PROBLEM TO SOLVE:
Which lines run from the one with "reading: 11.3 cm" through the end of the data? Retype them exactly, without pictures.

DATASET CONTENT:
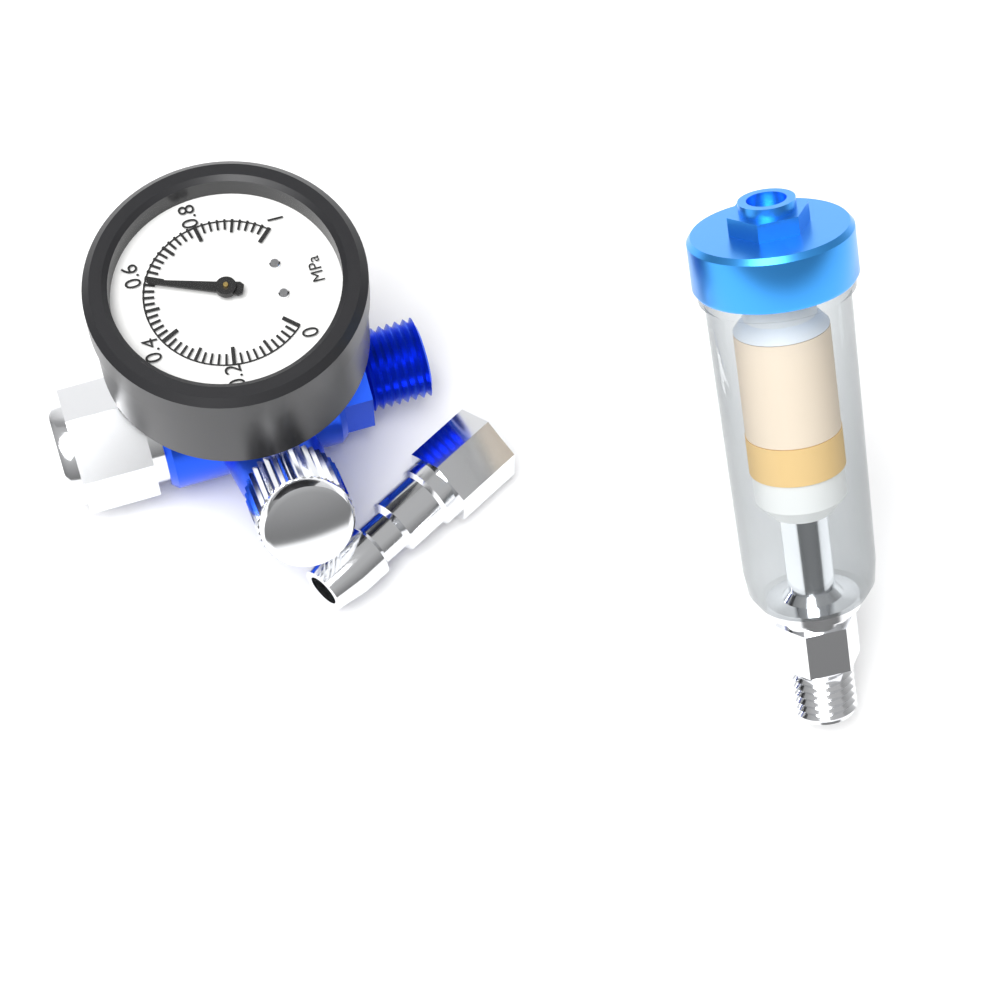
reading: 0.58 MPa
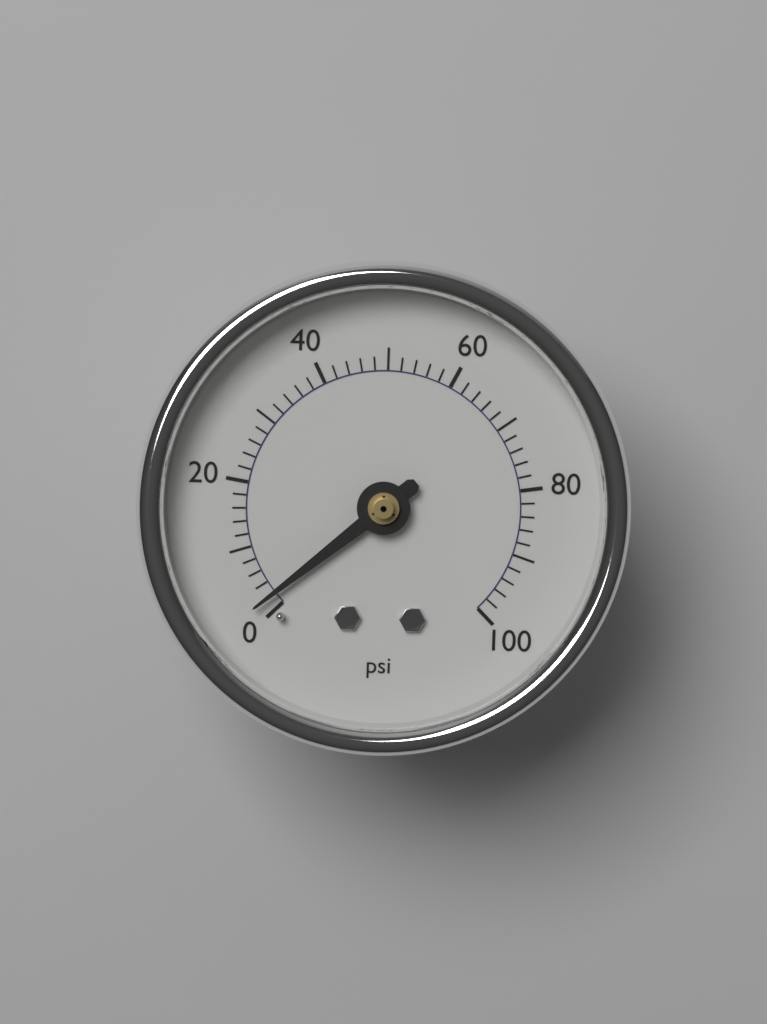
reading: 2 psi
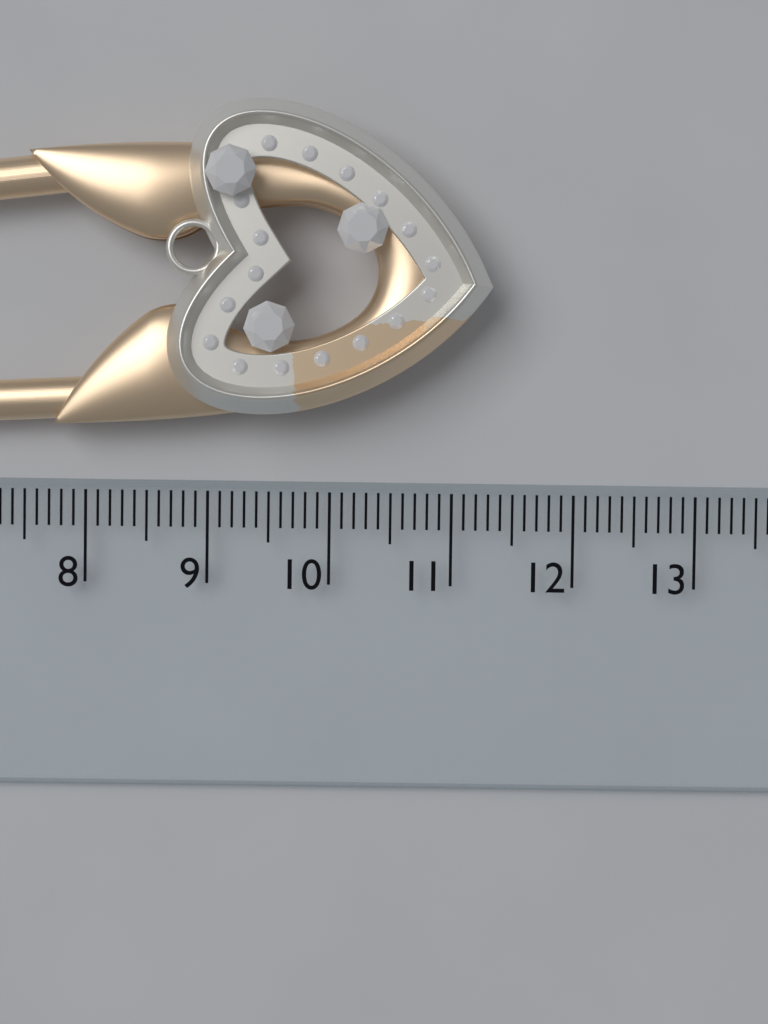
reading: 11.3 cm
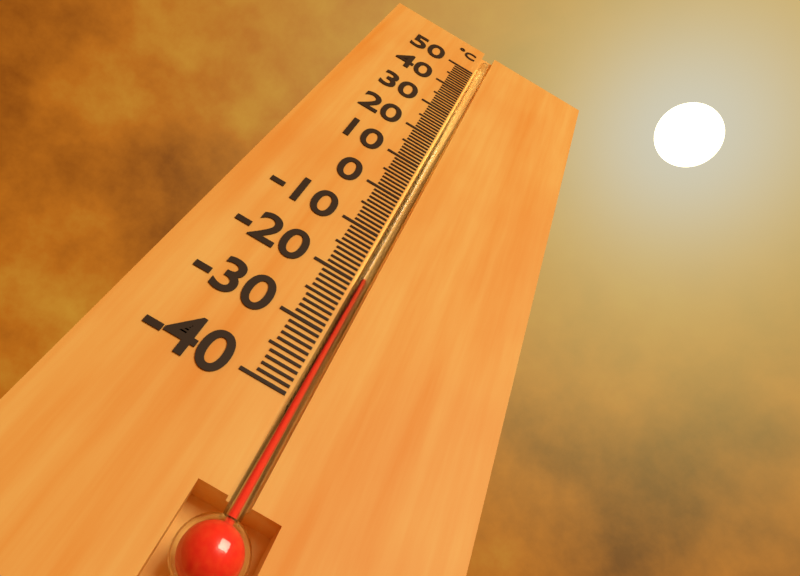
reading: -19 °C
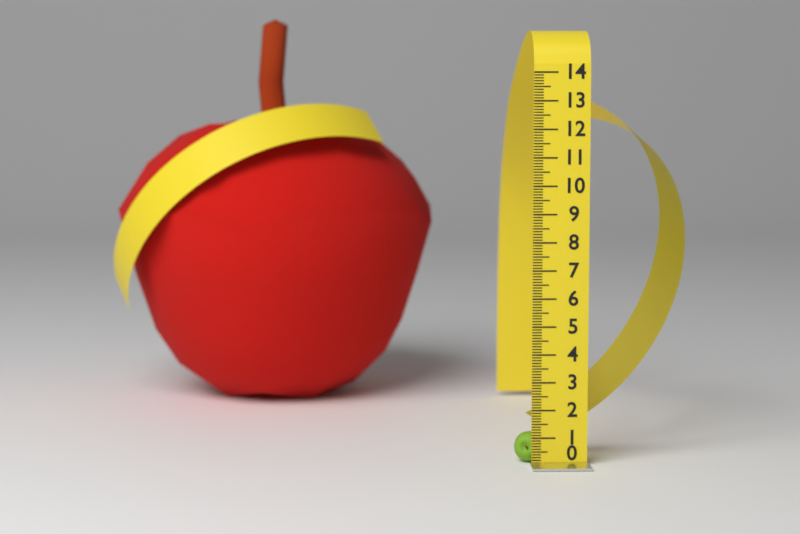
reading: 1.1 (no unit)
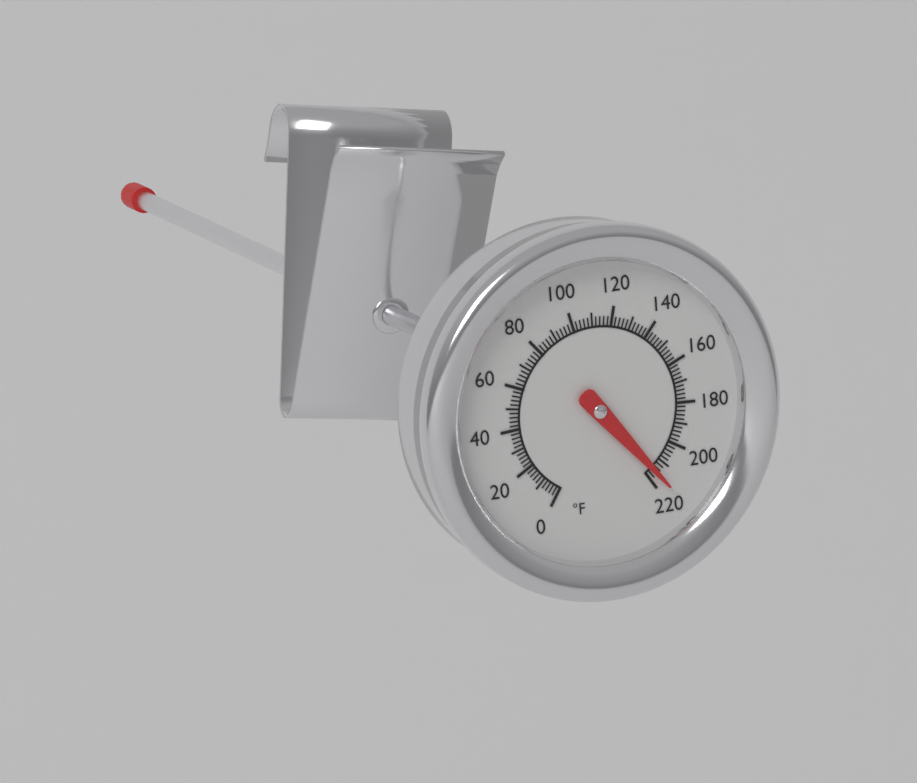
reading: 216 °F
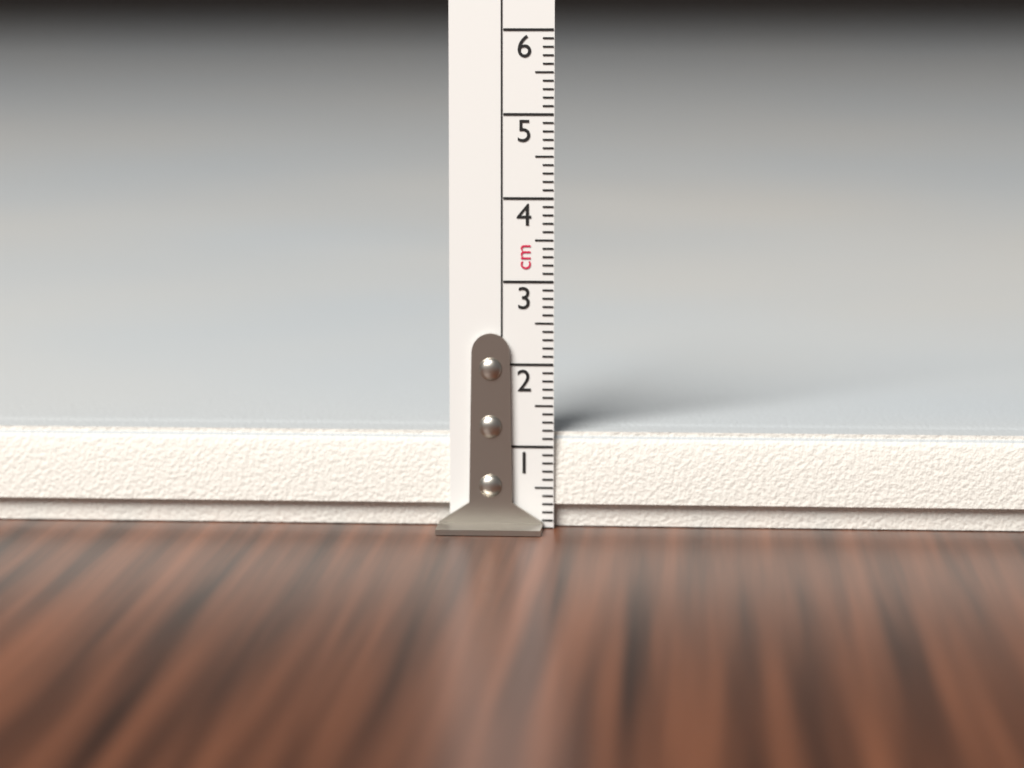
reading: 1.2 cm
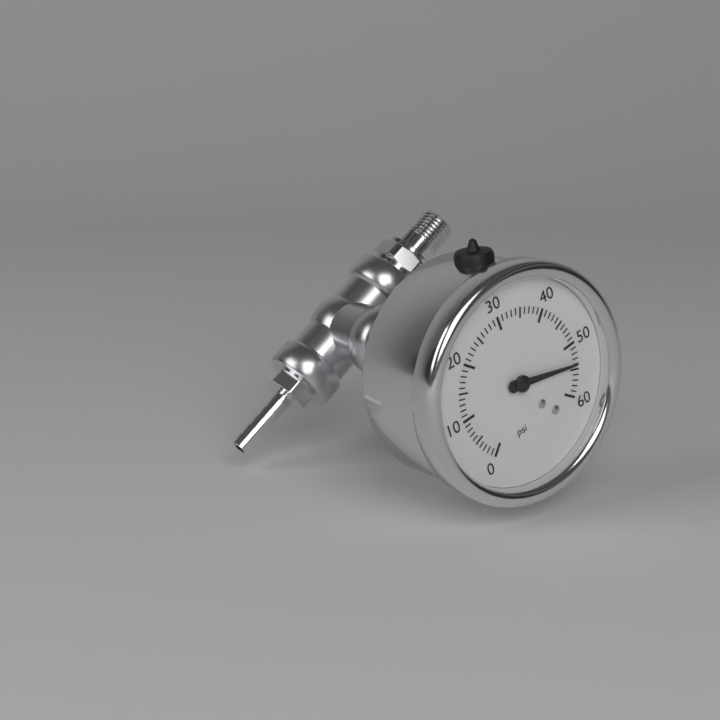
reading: 54 psi
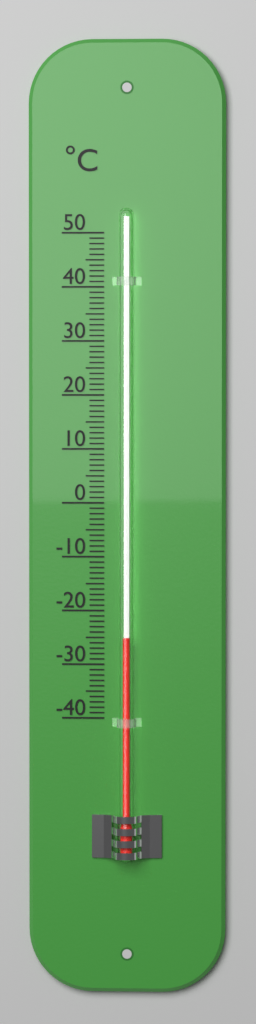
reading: -25 °C
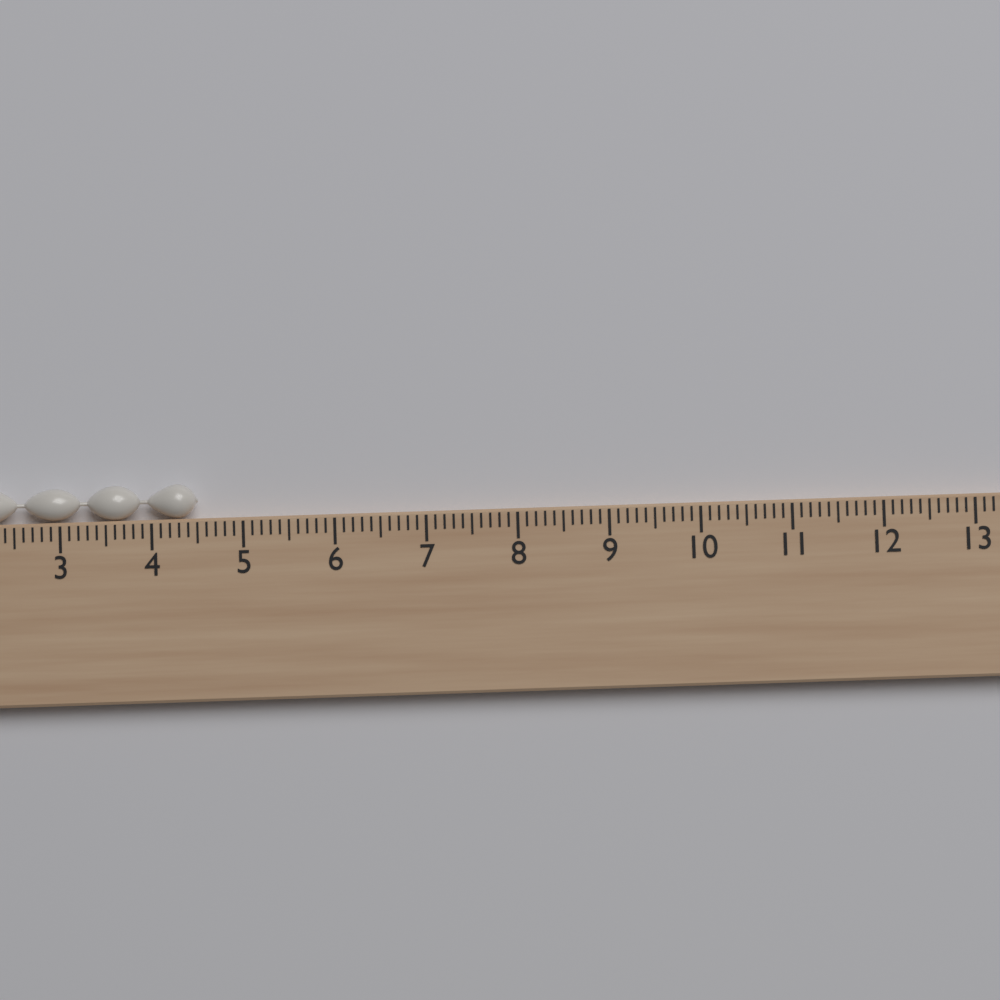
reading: 4.5 cm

SOLUTION FOR THIS TASK:
reading: 11.3 cm
reading: -19 °C
reading: 1.1 (no unit)
reading: 216 °F
reading: 1.2 cm
reading: 54 psi
reading: -25 °C
reading: 4.5 cm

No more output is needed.